Michael looked down at his pants. “Why?”
“You’re so much taller than me. I’m short like most women are. So I had nowhere to hide it. So I just went sideways. I see a lot of men with big bellies and they really don’t look so terrible because they’re so tall and it all stretches up instead of out. Pisses me off. Women are always so short. Women always get the raw deal.”
“How did you do it? Look at you! You went from the look of a goddess of BC times… a circle. And now you have the pop goddess look of the ‘80s… all full of heroin and puking your dead liver out. You look so well! Pretty soon you’ll look so hollow and haggard, like a dead giraffe, that you can win all the beauty pageants!”

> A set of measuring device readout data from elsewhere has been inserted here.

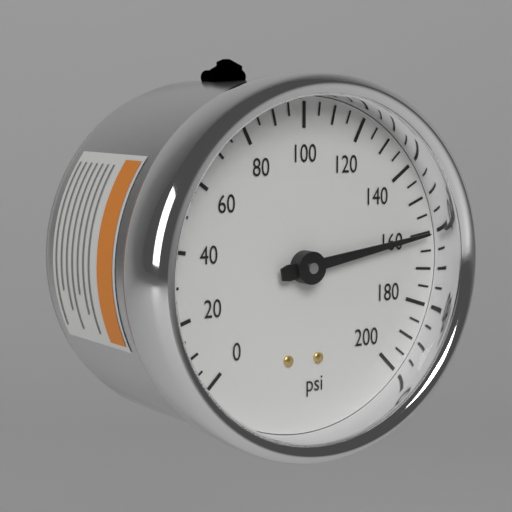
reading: 160 psi
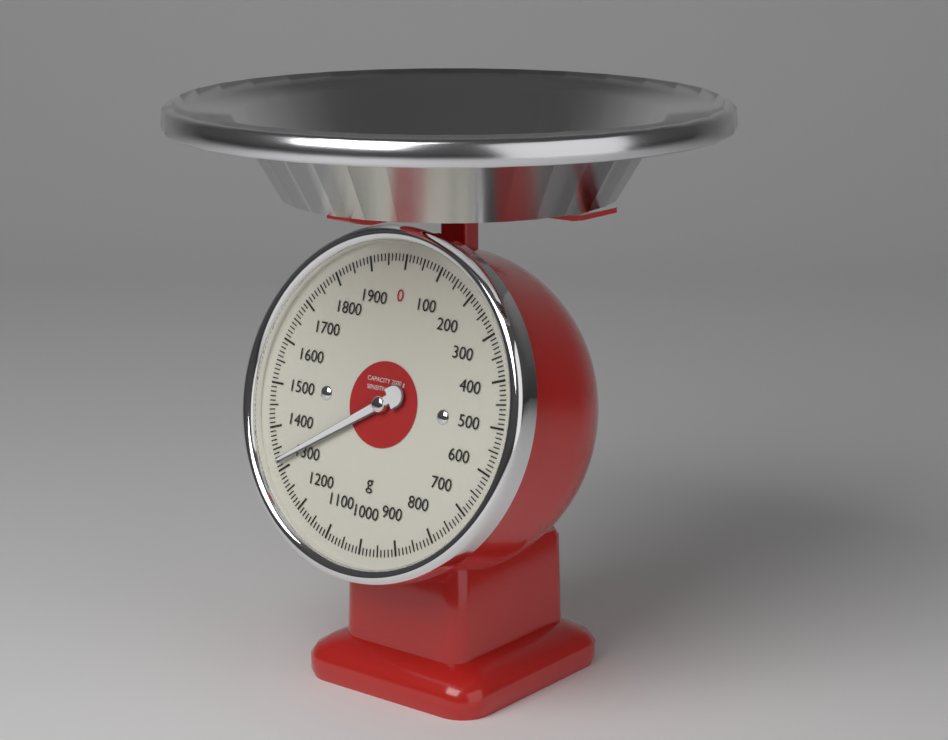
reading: 1320 g
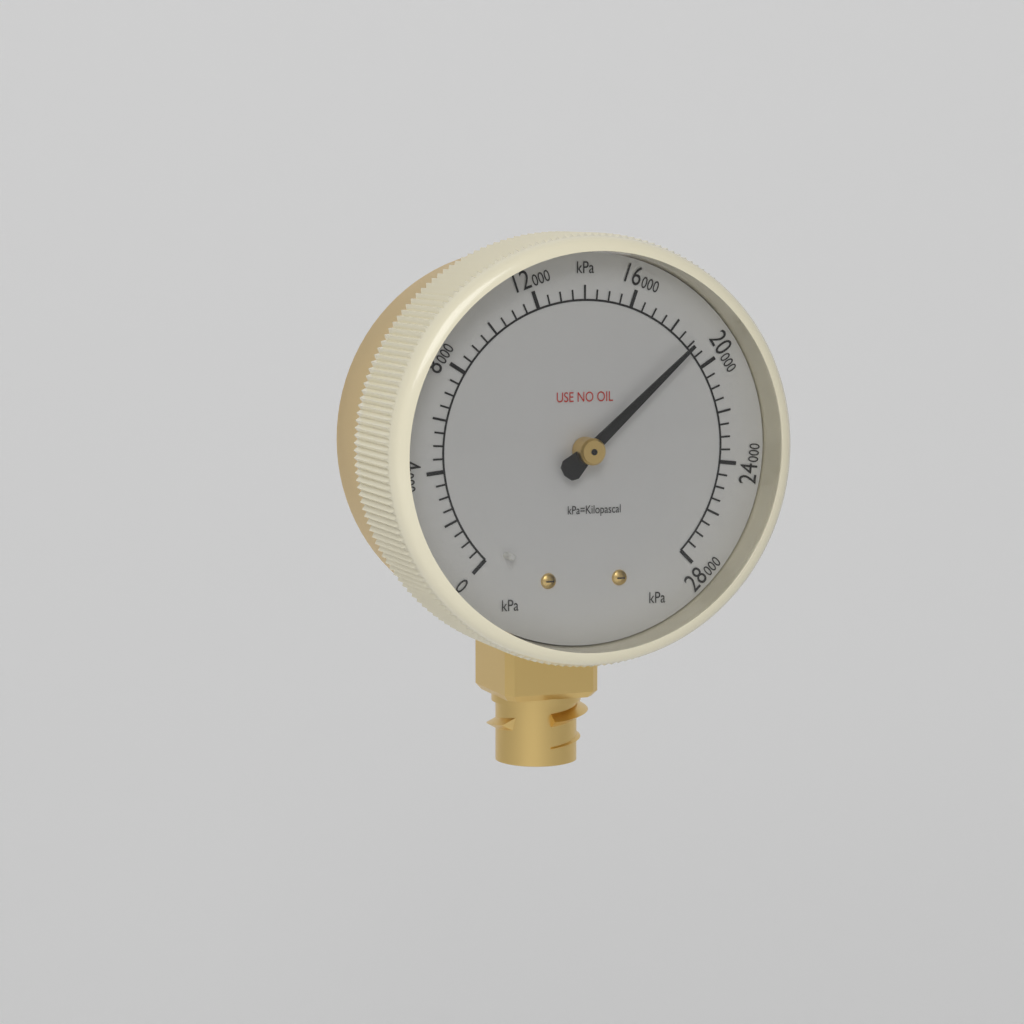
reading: 19000 kPa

“Thank you. I think. I still have a looong way to go but thanks. I’m hungry all the time. Not really. I’ve figured out you can wait out hunger pangs. They come and go. And when I feel them I just tell them to fuck off, they’re so stupid. Pain like that, that is just a false pain, makes me so angry now that I know better… now that I’ve figured out I don’t have to be a slave to false pain. Just because you feel hungry doesn’t mean you’ll drop dead. God it took me a long time in life to figure out what is what.” Then she looked at him surprised. “Hey! Wait a minute. Forget my fat ass. What the hell are you doing back in town? Oh my god! I read about it in the paper! The bull! Those were your folks! I didn’t put it together until just now. I always forget that you came from a farm. It seems so unlikely. I’d have thought you grew up with Las Vegas showgirls, not on a farm around here. What happed to you to make you this way? What makes you so gay?”

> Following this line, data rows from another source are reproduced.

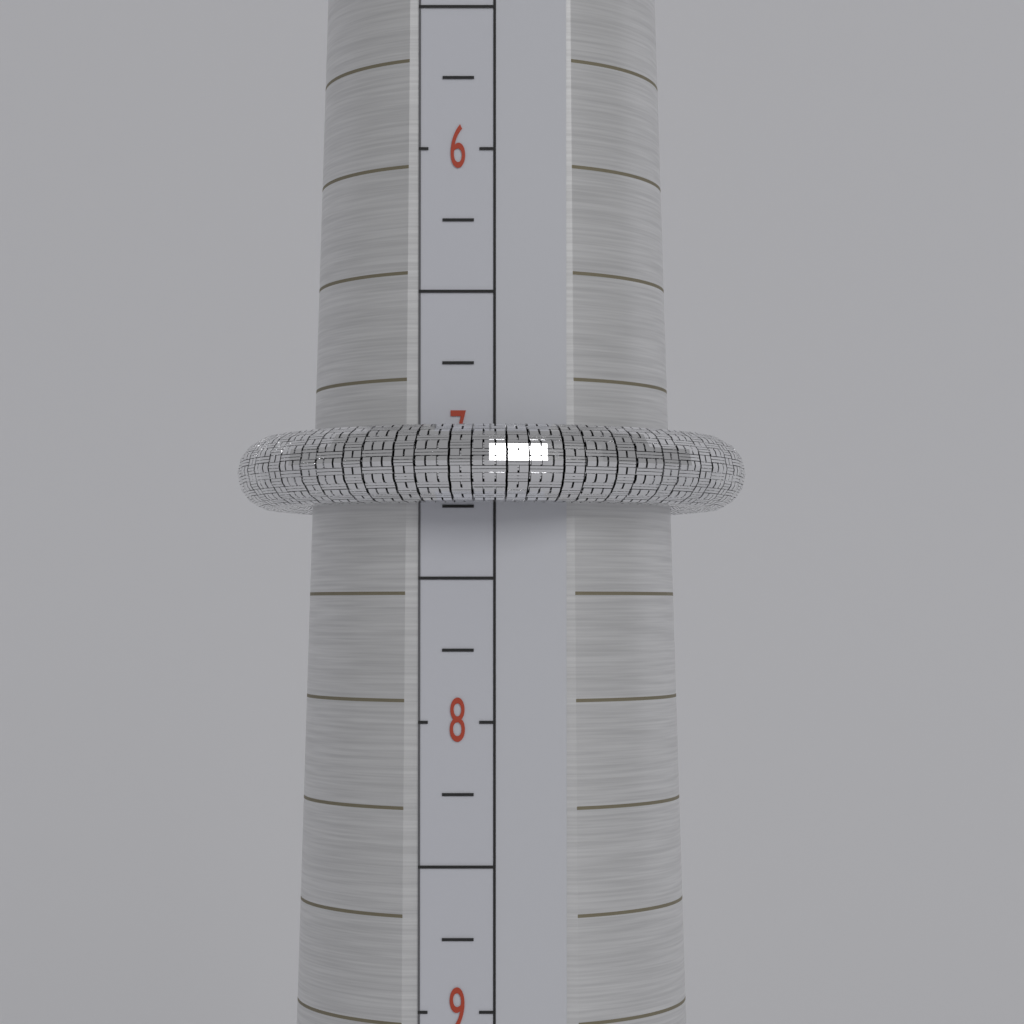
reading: 7.25 (no unit)
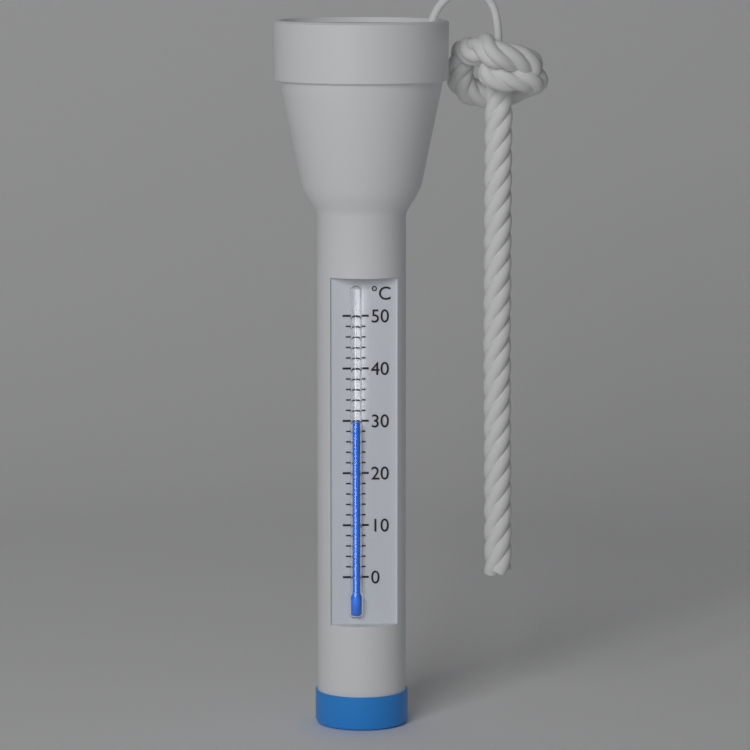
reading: 30 °C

He laughed. “Vegas showgirls? Funny. Yeah. I’m a stupid farm boy. I’m back here for a funeral. Farm sale. Shit like that. My brother called me and told me to. It creeps me out. How can I go back to that church and sit through a funeral. The last time I was at that church it was with Mom and Dad. They were alive singing bad songs. I pretended I was Diana Ross to get through it all. It all seemed so phony.”
“Bitter bitter bitter.”
“Seriously!”
“Speaking of being phony at chu
rch… why were you Diana Ross?”
He grinned. “Usually I just get by being Cher. She’s pretty laid back. But when I’m in big big trouble and I’m about to have a complete panic attack it only works to pretend I’m Diana Ross. The last time I needed to summon her was last year when I went to church with them all. It gave me strength to hide behind all her sass. Anybody who goes to church on purpose is stupid.”
She stiffened. “I walk to the Presbyterian Church down the street every Sunday morning. I don’t think I’m stupid. Nor is my friend who goes with me.”
“What? You? How can you believe in all that hymnal and communion wafer stuff?”
Annie Bea put her nose up. “I believe what I want and I don’t care if you believe what I believe, or not. And I don’t know why you’d care what I believe. I don’t know why you’d think it has anything to do with you.”
Michael said with all seriousness, “Well I want everybody to believe like me.”
Annie Bea looked at Michael in alarm. “You? If we all believed like you we’d all be hung over all the time and nothing would get done in the world.”
He thought about that one for a second and then responded sheepishly. “Maybe not. Maybe I’m just mad because I’m expected to go to church while I’m here. My parents are dead but they can still make me go to church.”
“I’m sorry to hear that they’re dead.”
“And it creeps me out that a bull did that to them. A bull! His horns just ripped their guts out. That kind of super gross-out stuff is supposed to happen to other people… in other countries…in other centuries. Not now and to me. It’s like a horror movie with a bull out there stabbing everybody. It could be a movie. I can see the poster. In big letters it reads, BULL! The music is like JAWS.”
“The paper says the bull was killed. The sheriff shot him. An eye for an eye.”
“It’s still like a horror movie. I wonder how it happened. It’s a mystery. How were they both in the field together with a bull who wasn’t supposed to be there? My brother told me that some gates had been left open that weren’t supposed to be. It’s a mystery. It’s a murder mystery.”